Former Vice President Mike Pence, who took part in a CNN town hall Wednesday night after declaring his 2024 bid, is already finding a far rockier road to the White House than Biden. He's polling at just 4% in the national polls, while Biden entered the 2020 race as the polling front-runner.

This reflects history, which shows that while being vice president often correlates with success in future presidential ambitions, it is far from a guarantee.

Think about recent vice presidents who have tried to upgrade their positions. Biden became president, but Republican Dick Cheney never ran. Democrat Al Gore easily secured the party nod in 2000, but Republican Dan Quayle dropped his bid that same cycle long before the first votes were cast.

Half of the vice presidents of the past 30 years went on to earn their party's top spot.

But what happens if we go all the way back to the 18th century? On just 10 occasions has an incumbent or former vice president (including Richard Nixon twice) gone on to lead his party's presidential ticket -- out of 49 vice presidents in the nation's history (including Kamala Harris). That doesn't seem like a particularly high success rate, though we should remember that many vice presidents (like Cheney) don't run.

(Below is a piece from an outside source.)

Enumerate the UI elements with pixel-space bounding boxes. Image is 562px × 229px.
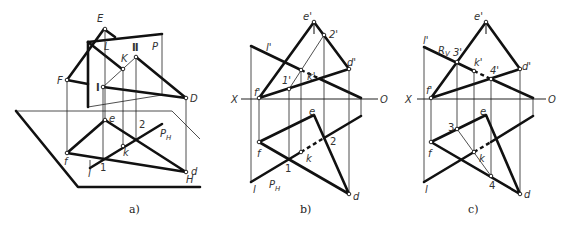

About 55% of vice presidents who ran for their party's nomination became the head of their party's ticket.

This, in my opinion, is a high batting average. Most years (like 2024) see many candidates run in the presidential primaries. The chance of any of those hopefuls randomly triumphing in the primaries is well less than 50%. Having the vice presidency on your resume increases your chances greatly, but there are plenty of Quayles out there.

This cycle, Pence looks to be much more on the Quayle path than the Biden one. Pence is about 50 points behind the man he served under (former President Donald Trump, the current front-runner for the GOP nomination), who is averaging 54% nationally.

Indeed, the biggest problem Pence has is that Trump wants his job back. A vice president running against his former White House boss in the primaries is quite rare. The last time it happened was 1940, when President Franklin Roosevelt crushed his vice president, John Nance Garner.

You could argue also that Quayle faced a similar challenge in the 2000 cycle, when George W. Bush, the son of Quayle's ticket mate, former President George H.W. Bush, secured the GOP nod.

Vice presidents are often able to ascend because of high name recognition and when primary voters like what their administration did in the White House. Democrats love Obama, so Biden benefitted from that love. But when you have someone who can claim to be even closer to the man in charge of that administration (whether the man himself or his son), then any vice presidential advantage disappears.

Of course, Pence's issues go even deeper. He's not overly popular among Republican primary voters.

A Quinnipiac University poll taken last month put his favorability rating among Republicans at 48% compared with 35% viewing him unfavorably. Trump's split, by contrast, was 86% favorable to 11% unfavorable.

Pence's comparatively low favorability rating stems in large part from his onetime boss's constant attacks on him.

Trump is upset because Pence believes -- correctly, according to almost all legal scholars -- that he could not overturn the 2020 election results on January 6, 2021, because his role as president of the Senate was largely ceremonial during the congressional count of electoral votes. And a clear majority of Republican voters believe the falsehood that Biden didn't legitimately win the election.

If Pence were to mount a comeback, it would probably start with what would seem to be a natural base: evangelical Christians. Pence has been outspoken about his "born-again" experience in 1978. His ties to the religious right is one of the reasons Trump put him on the ticket in the first place.

Trump, though, is dominating among White evangelicals in national surveys. According to a Fox News poll from late last month, Trump leads the pack with 59% with Pence well back in third place, at 6%.

The truth is that when examining the polling, Pence doesn't have much of a base. Something needs to change dramatically if he is going to win the nomination.